Small over large
We build models under a few billion parameters. Small enough to run on constrained hardware, focused enough to do one thing exceptionally well.
AI Teaching Stack for India
Sankhya builds memory, speech, and learning systems for Indian education. SensAI turns that stack into an adaptive AI teacher for schools, coaching institutes, and serious learners.
Why this stack
Useful education AI is not just a chatbot. It has to remember the learner, understand spoken input, explain clearly, and work inside the real constraints of Indian classrooms and coaching workflows.
We build models under a few billion parameters. Small enough to run on constrained hardware, focused enough to do one thing exceptionally well.
Every model we build solves a defined problem — remembering a learner, recognising Indian speech, generating instructional voice. Not everything at once.
Our models are designed to run on their own — on-device, offline, or with minimal cloud. No vendor lock-in. No API dependency for core functions.
What we are building
SensAI is the visible product. Underneath it, we are building Dhee for learner memory, Akshar for speech recognition, Shlok for instructional voice, and a compact runtime for lower-cost deployment.
An in-house memory system that lets teaching agents carry context, preferences, and understanding across sessions. Dhee makes real personalization possible — not just prompt-level memory, but structured recall over time.
A speech-to-text stack being built for Indian accents, classroom noise, code-switching, and multilingual student interaction. Not a wrapper — a model trained on how India actually speaks.
A text-to-speech model for natural, warm, Indian-language teaching voice. Built for the tone, cadence, and clarity that instructional speech demands — not generic assistant voice.
A lightweight model architecture designed for low-end devices and poor-connectivity schools. The goal: the full Sankhya stack running independently, beyond cloud dependence.
Why this matters
Most AI products are built for broad conversation, stable connectivity, and English-first workflows. Teaching in India needs tighter memory, clearer speech handling, and systems that work in real institutional conditions.
Most AI products chase scale, not specificity
The industry defaults to ever-larger models for ever-broader tasks. But most real-world problems — especially in education — need focused, reliable execution, not general intelligence.
Generic models fail at Indian realities
Indian accents, code-switching, regional languages, mixed devices, and weak connectivity are not edge cases. They are the baseline. Most global AI products treat them as afterthoughts.
Cloud dependency limits who you can serve
Always-on cloud assumptions break quickly in the environments that need AI the most — under-resourced classrooms, rural coaching centers, and low-bandwidth regions.
Our response
Sankhya's answer is to own the layers that shape teaching quality: learner memory, speech input, instructional voice, and efficient deployment. That is how we move beyond generic chat and toward a product that can actually support Indian classrooms and coaching systems.
Proof in product
SensAI is our adaptive AI teacher product for schools, coaching institutes, and learners. It is where we test teaching workflows, memory continuity, and product behavior with real users instead of stopping at model demos.

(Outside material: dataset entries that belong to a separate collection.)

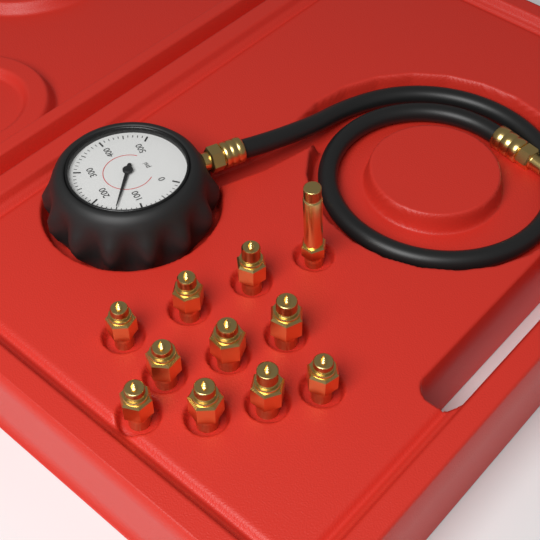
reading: 150 psi
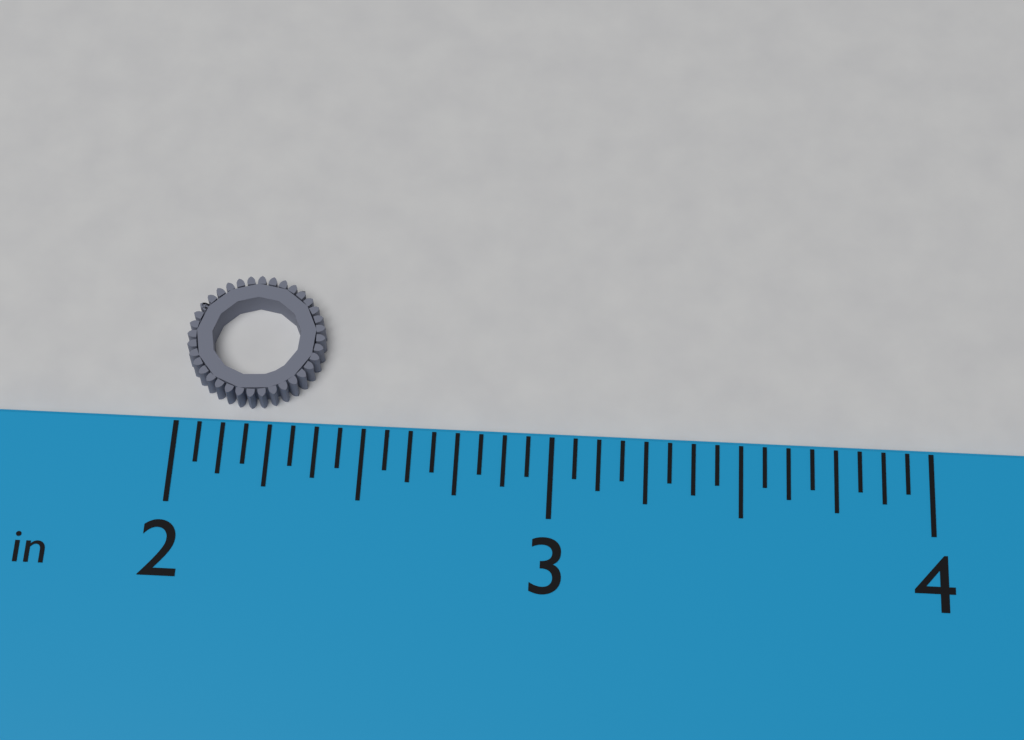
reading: 2.3750 in
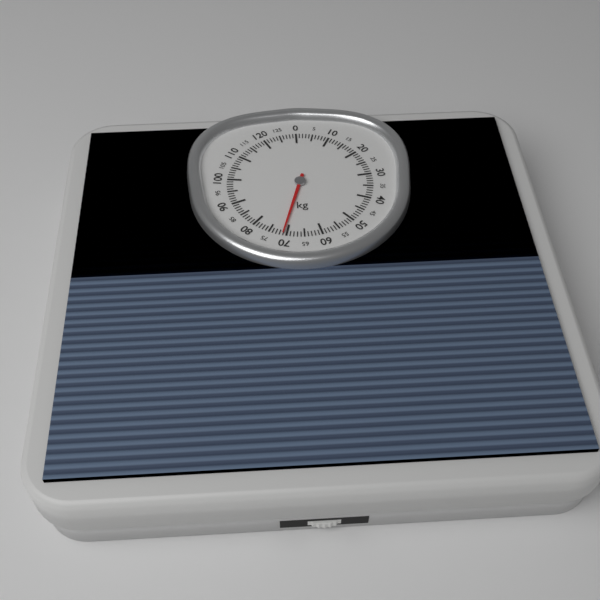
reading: 71 kg
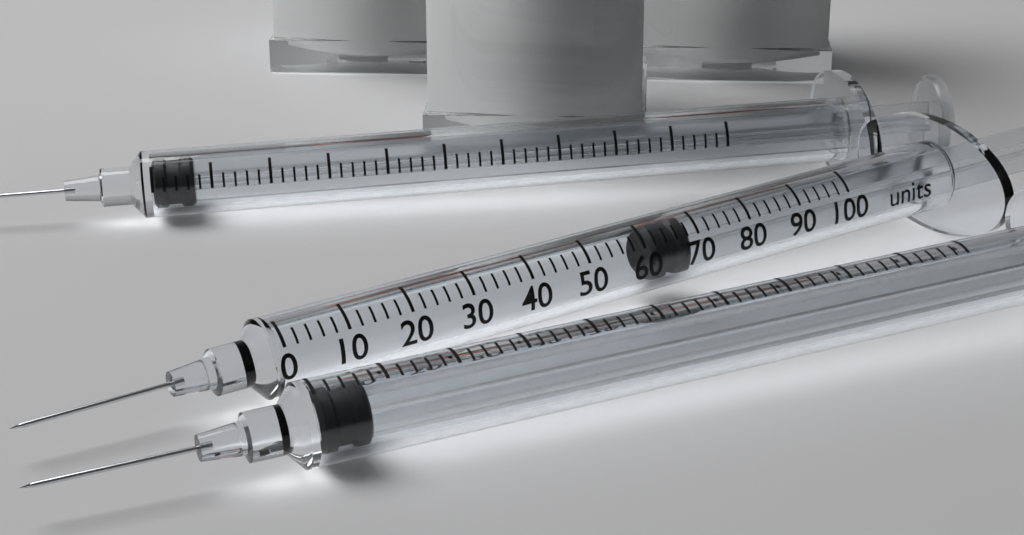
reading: 62 units
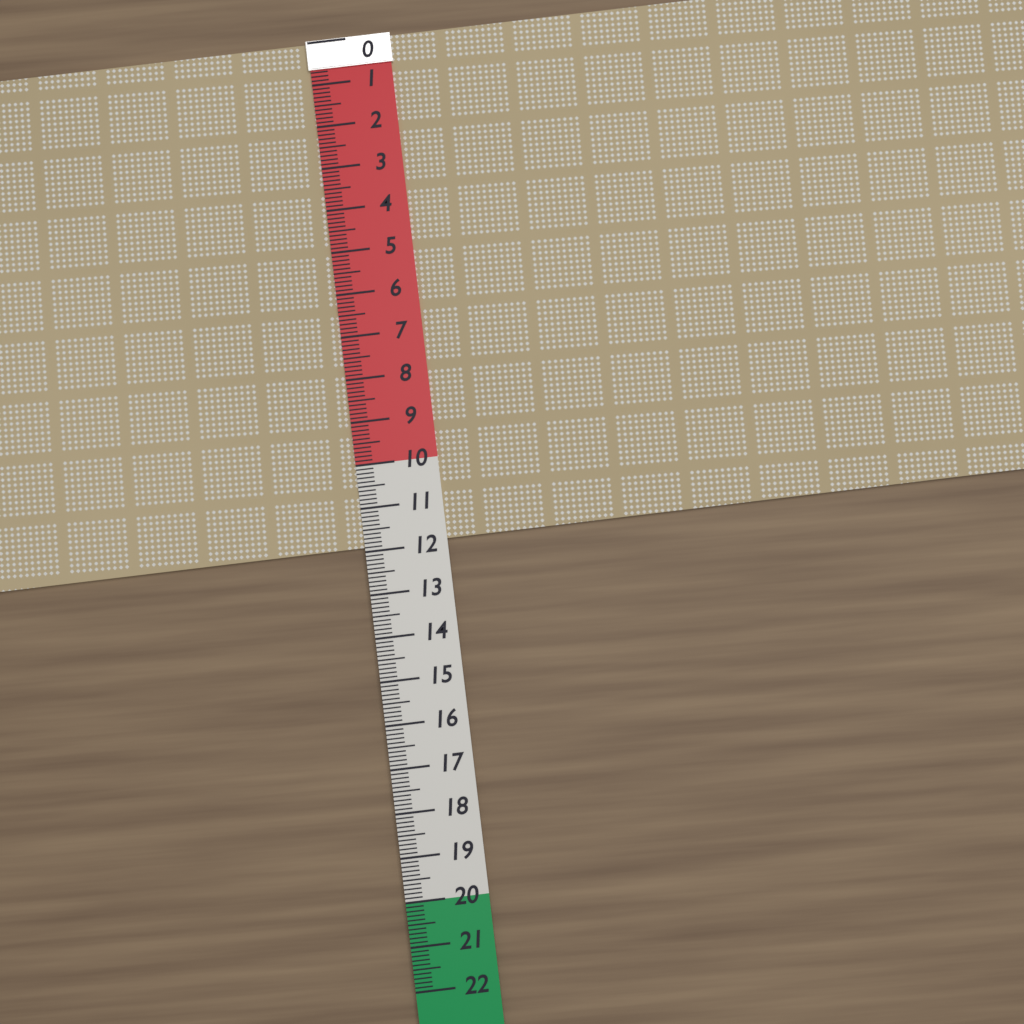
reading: 11.9 (no unit)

Create structured learning
SensAI can start from a topic prompt or uploaded material and shape it into a usable learning path instead of leaving the learner with a blank chat box.

Organize the journey
Course structure matters in both curriculum learning and exam preparation. SensAI helps package content into a format that feels teachable and revisable.

Study with support
SensAI keeps the learner close to the material while still enabling guided explanation, clarification, and teacher-style assistance.
India-first by design
The constraints — multiple languages, mixed devices, unreliable connectivity, dense classrooms — are features, not bugs. They force us to build models that are smaller, faster, and more resilient. If our models work here, they work anywhere.
Learner memory layer
Dhee helps the teaching system remember how a learner has been taught, where they struggled, and what style worked better over time. Open-source on GitHub.
Speech recognition
Being built for Indian accents, classroom noise, code-switching, and the realities of spoken educational interaction. Not a wrapper around existing STT.
Speech generation
The voice layer being built for clear, natural instructional speech across Indian-language teaching scenarios. Warm, not robotic.
Edge deployment
A lightweight model architecture so the Sankhya stack can eventually run on lower-end devices and in weak-connectivity environments — independently.
Language
Not just English-first with Indian language support bolted on. Our models are trained on Indian language patterns, accents, and code-switching from the ground up.
Infrastructure
Always-on cloud assumptions break quickly outside major cities. Our compact model direction accounts for weak bandwidth, intermittent connectivity, and low-end devices.
Privacy
On-device and edge deployment isn't just a feature — it's a privacy architecture. Student data stays with the institution, not on someone else's cloud.
Cost
Small, task-specific models cost less to run. That's not a tradeoff — smaller models that are good at one thing often outperform large, general-purpose models at that specific task.
Built in India. Built for India.
If you're a school, college, coaching institute, or a partner interested in memory, speech, and learning infrastructure for education, we'd love to talk.